Teaching Conversation Skills
A good first step for teaching conversations is introductions. When our child sees someone, we can encourage them to introduce themselves, “hi my name is _____, what’s your name?”. “Nice to meet you”. If this is too advanced, we can start with “hi””bye”. Greetings are a great way to help our children navigate making new friends and generating social skills. We can model this easily throughout the day, when we meet someone, or during pretend play.
Have the toys practice these conversation skills. Continue expanding the conversation to show our kids what a conversation looks like. “Hi dino, I’m dolly”, “how are you?, “I’m good!”. If your child doesn’t want to participate yet or doesn’t know how, use one toy in each hand and model the conversation that way.

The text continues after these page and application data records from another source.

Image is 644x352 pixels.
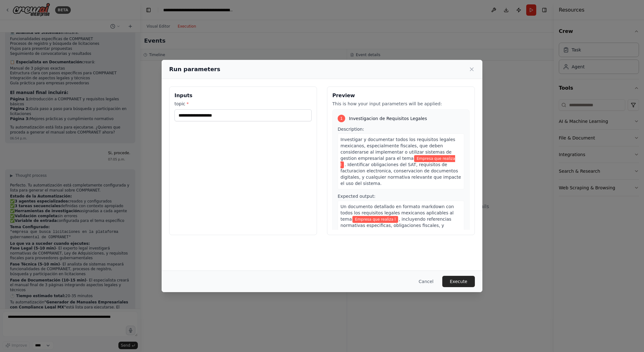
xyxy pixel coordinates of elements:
[174,101,312,107] label: topic
[340,137,455,161] span: Investigar y documentar todos los requisitos legales mexicanos, especialmente fiscales, que deben...
[332,92,469,99] h3: Preview
[169,65,220,74] h2: Run parameters
[349,115,427,122] span: Investigacion de Requisitos Legales
[340,162,461,186] span: . Identificar obligaciones del SAT, requisitos de facturacion electronica, conservacion de docume...
[174,92,312,99] h3: Inputs
[414,276,438,287] button: Cancel
[338,127,364,132] span: Description:
[340,155,455,168] span: Variable: topic
[340,204,453,222] span: Un documento detallado en formato markdown con todos los requisitos legales mexicanos aplicables ...
[332,101,469,107] p: This is how your input parameters will be applied:
[338,194,375,199] span: Expected output:
[352,216,398,223] span: Variable: topic
[338,115,345,122] div: 1
[442,276,475,287] button: Execute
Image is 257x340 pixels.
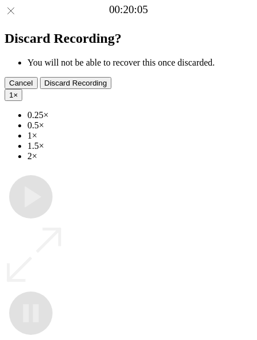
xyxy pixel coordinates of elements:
[27,151,252,161] li: 2×
[27,141,252,151] li: 1.5×
[27,110,252,120] li: 0.25×
[9,91,13,99] span: 1
[27,131,252,141] li: 1×
[109,3,148,16] a: 00:20:05
[5,31,252,46] h2: Discard Recording?
[40,77,112,89] button: Discard Recording
[27,58,252,68] li: You will not be able to recover this once discarded.
[27,120,252,131] li: 0.5×
[5,89,22,101] button: 1×
[5,77,38,89] button: Cancel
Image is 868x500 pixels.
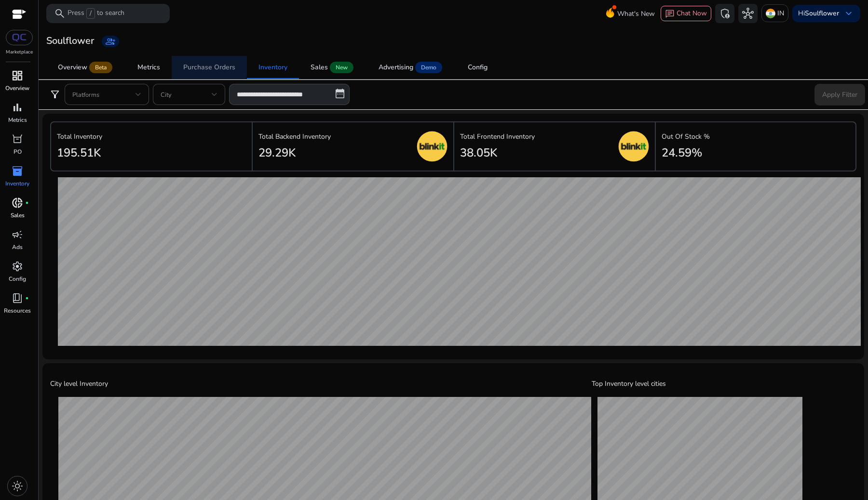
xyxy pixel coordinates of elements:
[617,5,655,22] span: What's New
[57,146,101,160] h2: 195.51K
[11,293,23,304] span: book_4
[259,132,331,142] p: Total Backend Inventory
[25,201,29,205] span: fiber_manual_record
[739,4,758,23] button: hub
[87,8,95,19] span: /
[378,64,413,71] div: Advertising
[5,84,29,93] p: Overview
[662,146,702,160] h2: 24.59%
[25,296,29,300] span: fiber_manual_record
[11,102,23,113] span: bar_chart
[330,62,354,73] span: New
[8,115,27,124] p: Metrics
[665,9,675,19] span: chat
[89,62,112,73] span: Beta
[259,64,288,71] div: Inventory
[460,132,535,142] p: Total Frontend Inventory
[592,379,857,389] p: Top Inventory level cities
[67,8,125,19] p: Press to search
[12,243,23,252] p: Ads
[46,35,94,47] h3: Soulflower
[778,5,784,22] p: IN
[719,8,731,19] span: admin_panel_settings
[11,133,23,145] span: orders
[183,64,235,71] div: Purchase Orders
[106,37,115,46] span: group_add
[460,146,497,160] h2: 38.05K
[661,6,712,21] button: chatChat Now
[57,132,102,142] p: Total Inventory
[843,8,855,19] span: keyboard_arrow_down
[11,165,23,177] span: inventory_2
[415,62,442,73] span: Demo
[8,275,26,283] p: Config
[13,147,22,156] p: PO
[677,8,707,18] span: Chat Now
[11,70,23,82] span: dashboard
[11,34,28,41] img: QC-logo.svg
[742,8,754,19] span: hub
[11,197,23,209] span: donut_small
[468,64,488,71] div: Config
[766,8,775,18] img: in.svg
[138,64,160,71] div: Metrics
[11,480,23,492] span: light_mode
[11,211,25,220] p: Sales
[58,64,87,71] div: Overview
[5,179,29,188] p: Inventory
[49,89,61,100] span: filter_alt
[50,379,588,389] p: City level Inventory
[259,146,296,160] h2: 29.29K
[310,64,328,71] div: Sales
[6,49,33,56] p: Marketplace
[715,4,734,23] button: admin_panel_settings
[4,306,31,315] p: Resources
[54,8,66,19] span: search
[102,35,119,47] a: group_add
[805,8,839,18] b: Soulflower
[11,229,23,240] span: campaign
[11,261,23,272] span: settings
[798,10,839,17] p: Hi
[662,132,710,142] p: Out Of Stock %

The next step we can model is asking someone to play and turn taking. This can be done easily at the park or with toys. We can encourage our kids to ask “want to play?” if it looks like they are interested in playing with someone else. When using the swings or going down the slide, it’s a great opportunity to practice turn taking and waiting our turn. Some useful language could be “okay now it’s your turn, you can say “my turn”.
Simple games are a great way to teach turn taking such as hide and seek, giant connect 4, or blowing bubbles. For older children, board games and card games are great for building social skills.
When working on social skills with older children, think about conversational turn\ taking, looking for pauses in the conversation to know it’s your turn to speak, appropriateness of things being said, staying on topic, reading body language, and joining or exiting a conversation. Pragmatics/social skills are an important part of making and maintaining friendships. Speech therapy can be really helpful in making sure our kids feel confident to talk to their peers.